Congrats on reinventing the data lake? This is actually how most of the newer generations of "cloud native" databases work, where they separate compute and storage. The key is that they have a more sophisticated caching layer so that the latency cost of a query can be amortized across requests.
It's my understanding that the newer generation of data lakes still make use of a tiny, strongly consistent metadata database to keep track of what is where. This is orders of magnitudes smaller than what you'd have by putting everything in the same database, but it's still there. This is also the case in newer data streaming platforms (e.g. https://www.warpstream.com/blog/kafka-is-dead-long-live-kafk...).
I'm curious to hear if you have examples of any database using only object storage as a backend, because back when I started, I couldn't fin any.
Love your article by the way. Not an expert but off the top of my head:
https://docs.datomic.com/operation/architecture.html
(However they cheat with dynamo lol)
There's also some listed here
https://davidgomes.com/separation-of-storage-and-compute-and...
OK, thanks for the reference. Yeah, so indeed separating storage and compute is nothing new. Definitely not claiming I invented that :)
And as you mention, Datomic uses DynamoDB as well (so, not a pure s3 solution). What I'm proposing is to only use object storage for everything, pay the price in latency, but don't give up on throughput, cost and consistency. The differentiator is that this comes with strict serializability guarantees, so this is not an eventually consistent system (https://jepsen.io/consistency/models/strong-serializable).
No matter how sophisticated the caching is, if you want to retain strict serializability, writes must be confirmed by s3 and reads must validate in s3 before returning, which puts a lower bound on latency.
I focused a lot on throughput, which is the one we can really optimize.
Hopefully that's clear from the blog, though.
Have you seen https://news.ycombinator.com/item?id=42174204
I just saw it! I asked a question (https://news.ycombinator.com/item?id=42180611) and it seems that durability and consistency are implemented at the caching layer.
Basically an in-memory database which uses S3 as cold storage. Definitely an interesting approach, but no transactions AFAICT.
Pretty cool! Do you have any ideas already about how to make it work with S3, considering it doesn't support If- headers?
I think it's now much easier to achieve than a year ago. The critical one is conditional writes on new objects, because otherwise you can't safely create transaction logs in the presence of timeouts. This is not enough though.
My approach on S3 would be to ensure to modify the ETag of an object whenever other transactions looking at it must be blocked. This makes it easier to use conditional reads (https://docs.aws.amazon.com/AmazonS3/latest/userguide/condit...) on COPY or GET operations.
For write, I would use PUT on a temporary staging area and then conditional COPY + DELETE afterward. This is certainly slower than GCS, but I think it should work.
Locking without modifying the object is the part that needs some optimization though.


■ **WHAT TO WORK ON**:
Return every line of the entries that includes the word "seconds".
*** MATERIAL TO PROCESS
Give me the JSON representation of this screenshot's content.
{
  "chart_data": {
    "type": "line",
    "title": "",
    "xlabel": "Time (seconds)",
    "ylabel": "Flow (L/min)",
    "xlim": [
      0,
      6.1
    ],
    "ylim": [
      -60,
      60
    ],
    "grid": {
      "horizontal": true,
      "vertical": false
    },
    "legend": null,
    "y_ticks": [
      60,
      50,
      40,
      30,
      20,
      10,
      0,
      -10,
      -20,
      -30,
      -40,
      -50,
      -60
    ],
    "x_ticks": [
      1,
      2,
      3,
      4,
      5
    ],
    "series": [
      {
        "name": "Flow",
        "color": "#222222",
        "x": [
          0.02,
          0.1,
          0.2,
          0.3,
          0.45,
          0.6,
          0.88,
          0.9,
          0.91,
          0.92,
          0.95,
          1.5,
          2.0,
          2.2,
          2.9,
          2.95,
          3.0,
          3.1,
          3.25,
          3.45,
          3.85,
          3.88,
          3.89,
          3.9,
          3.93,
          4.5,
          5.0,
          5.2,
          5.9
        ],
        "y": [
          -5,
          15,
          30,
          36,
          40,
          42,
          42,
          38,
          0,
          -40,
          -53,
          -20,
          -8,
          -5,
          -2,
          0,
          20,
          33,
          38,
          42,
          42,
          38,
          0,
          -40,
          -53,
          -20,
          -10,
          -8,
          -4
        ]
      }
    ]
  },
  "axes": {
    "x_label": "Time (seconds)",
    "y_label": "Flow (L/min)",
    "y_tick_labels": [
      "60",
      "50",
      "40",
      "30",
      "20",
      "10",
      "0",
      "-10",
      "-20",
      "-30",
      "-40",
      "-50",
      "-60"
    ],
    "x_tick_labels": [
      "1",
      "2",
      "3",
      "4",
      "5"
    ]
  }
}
******
*** MATERIAL TO PROCESS
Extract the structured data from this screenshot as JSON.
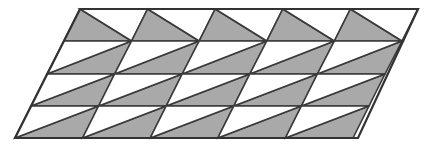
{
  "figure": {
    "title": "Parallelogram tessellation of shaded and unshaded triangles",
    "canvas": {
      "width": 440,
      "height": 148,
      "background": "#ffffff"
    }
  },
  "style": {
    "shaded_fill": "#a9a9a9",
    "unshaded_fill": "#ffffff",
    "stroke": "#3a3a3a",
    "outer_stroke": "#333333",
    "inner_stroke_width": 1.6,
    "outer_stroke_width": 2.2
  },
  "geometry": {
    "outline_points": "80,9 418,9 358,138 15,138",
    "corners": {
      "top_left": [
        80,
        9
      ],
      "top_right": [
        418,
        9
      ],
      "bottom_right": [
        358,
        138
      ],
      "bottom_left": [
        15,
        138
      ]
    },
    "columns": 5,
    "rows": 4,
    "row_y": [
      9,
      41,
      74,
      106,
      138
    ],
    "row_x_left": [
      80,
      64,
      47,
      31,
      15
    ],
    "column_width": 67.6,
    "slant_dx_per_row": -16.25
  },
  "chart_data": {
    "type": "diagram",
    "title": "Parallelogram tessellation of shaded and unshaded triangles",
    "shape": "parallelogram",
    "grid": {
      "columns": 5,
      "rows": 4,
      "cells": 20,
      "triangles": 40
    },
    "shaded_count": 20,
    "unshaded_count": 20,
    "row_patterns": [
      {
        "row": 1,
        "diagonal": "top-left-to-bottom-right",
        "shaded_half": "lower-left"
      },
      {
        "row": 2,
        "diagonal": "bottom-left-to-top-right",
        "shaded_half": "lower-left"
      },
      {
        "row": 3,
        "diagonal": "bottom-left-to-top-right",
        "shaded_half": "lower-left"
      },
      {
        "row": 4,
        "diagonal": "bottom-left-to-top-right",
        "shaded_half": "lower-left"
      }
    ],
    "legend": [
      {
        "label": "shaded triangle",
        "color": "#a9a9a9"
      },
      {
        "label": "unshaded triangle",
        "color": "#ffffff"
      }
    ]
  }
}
******
■ **EXERCISE RESPONSE**:
    "xlabel": "Time (seconds)",
    "x_label": "Time (seconds)",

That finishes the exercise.